(Saved data entries)
-- Opening Marker --
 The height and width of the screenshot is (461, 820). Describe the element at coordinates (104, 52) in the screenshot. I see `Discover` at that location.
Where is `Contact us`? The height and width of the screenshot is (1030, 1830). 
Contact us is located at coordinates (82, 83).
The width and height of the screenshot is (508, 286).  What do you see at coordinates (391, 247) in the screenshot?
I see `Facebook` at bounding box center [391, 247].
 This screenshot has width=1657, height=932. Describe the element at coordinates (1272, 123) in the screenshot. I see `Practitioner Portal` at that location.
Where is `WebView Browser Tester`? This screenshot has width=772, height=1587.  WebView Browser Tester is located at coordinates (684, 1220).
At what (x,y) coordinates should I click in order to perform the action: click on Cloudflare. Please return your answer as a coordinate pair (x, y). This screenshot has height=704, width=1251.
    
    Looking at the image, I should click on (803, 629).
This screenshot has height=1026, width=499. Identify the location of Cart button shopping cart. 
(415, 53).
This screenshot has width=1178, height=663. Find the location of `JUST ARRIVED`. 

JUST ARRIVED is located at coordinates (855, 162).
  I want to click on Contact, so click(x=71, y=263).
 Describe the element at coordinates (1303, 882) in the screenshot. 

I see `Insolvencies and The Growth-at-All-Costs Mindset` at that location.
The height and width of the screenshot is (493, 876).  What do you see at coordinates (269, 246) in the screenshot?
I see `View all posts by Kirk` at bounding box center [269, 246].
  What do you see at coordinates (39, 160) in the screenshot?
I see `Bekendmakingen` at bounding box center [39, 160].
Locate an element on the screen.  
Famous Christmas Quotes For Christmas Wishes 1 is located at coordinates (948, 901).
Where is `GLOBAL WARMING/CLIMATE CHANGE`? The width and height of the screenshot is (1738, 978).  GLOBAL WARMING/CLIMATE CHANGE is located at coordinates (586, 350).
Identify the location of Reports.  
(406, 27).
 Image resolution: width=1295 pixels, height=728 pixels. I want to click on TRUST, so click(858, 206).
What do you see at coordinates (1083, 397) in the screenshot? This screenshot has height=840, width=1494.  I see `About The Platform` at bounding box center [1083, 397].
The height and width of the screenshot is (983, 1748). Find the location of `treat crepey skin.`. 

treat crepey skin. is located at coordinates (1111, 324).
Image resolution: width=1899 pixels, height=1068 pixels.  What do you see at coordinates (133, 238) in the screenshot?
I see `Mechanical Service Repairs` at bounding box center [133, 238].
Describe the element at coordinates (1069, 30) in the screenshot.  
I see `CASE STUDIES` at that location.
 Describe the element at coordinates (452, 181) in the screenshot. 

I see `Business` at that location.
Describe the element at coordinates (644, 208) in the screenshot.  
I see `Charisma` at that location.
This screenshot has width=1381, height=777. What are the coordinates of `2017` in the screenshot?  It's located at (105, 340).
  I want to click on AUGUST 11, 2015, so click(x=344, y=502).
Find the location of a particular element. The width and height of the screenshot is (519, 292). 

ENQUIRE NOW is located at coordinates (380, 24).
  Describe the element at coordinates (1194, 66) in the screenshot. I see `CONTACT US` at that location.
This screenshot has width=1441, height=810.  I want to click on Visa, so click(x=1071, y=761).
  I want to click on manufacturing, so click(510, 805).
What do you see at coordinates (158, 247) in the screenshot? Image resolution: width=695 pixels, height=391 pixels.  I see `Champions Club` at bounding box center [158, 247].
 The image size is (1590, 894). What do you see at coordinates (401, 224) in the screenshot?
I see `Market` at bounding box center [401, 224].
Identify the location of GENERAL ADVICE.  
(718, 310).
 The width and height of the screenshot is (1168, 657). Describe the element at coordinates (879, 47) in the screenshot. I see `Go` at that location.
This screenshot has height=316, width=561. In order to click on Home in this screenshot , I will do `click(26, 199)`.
-- Closing Marker --
Only the final stretch of the entries above is needed: print exactly the lines from the line containing "Identify the location of GENERAL ADVICE." through the last one.

# Written solution:
Identify the location of GENERAL ADVICE.  
(718, 310).
 The width and height of the screenshot is (1168, 657). Describe the element at coordinates (879, 47) in the screenshot. I see `Go` at that location.
This screenshot has height=316, width=561. In order to click on Home in this screenshot , I will do `click(26, 199)`.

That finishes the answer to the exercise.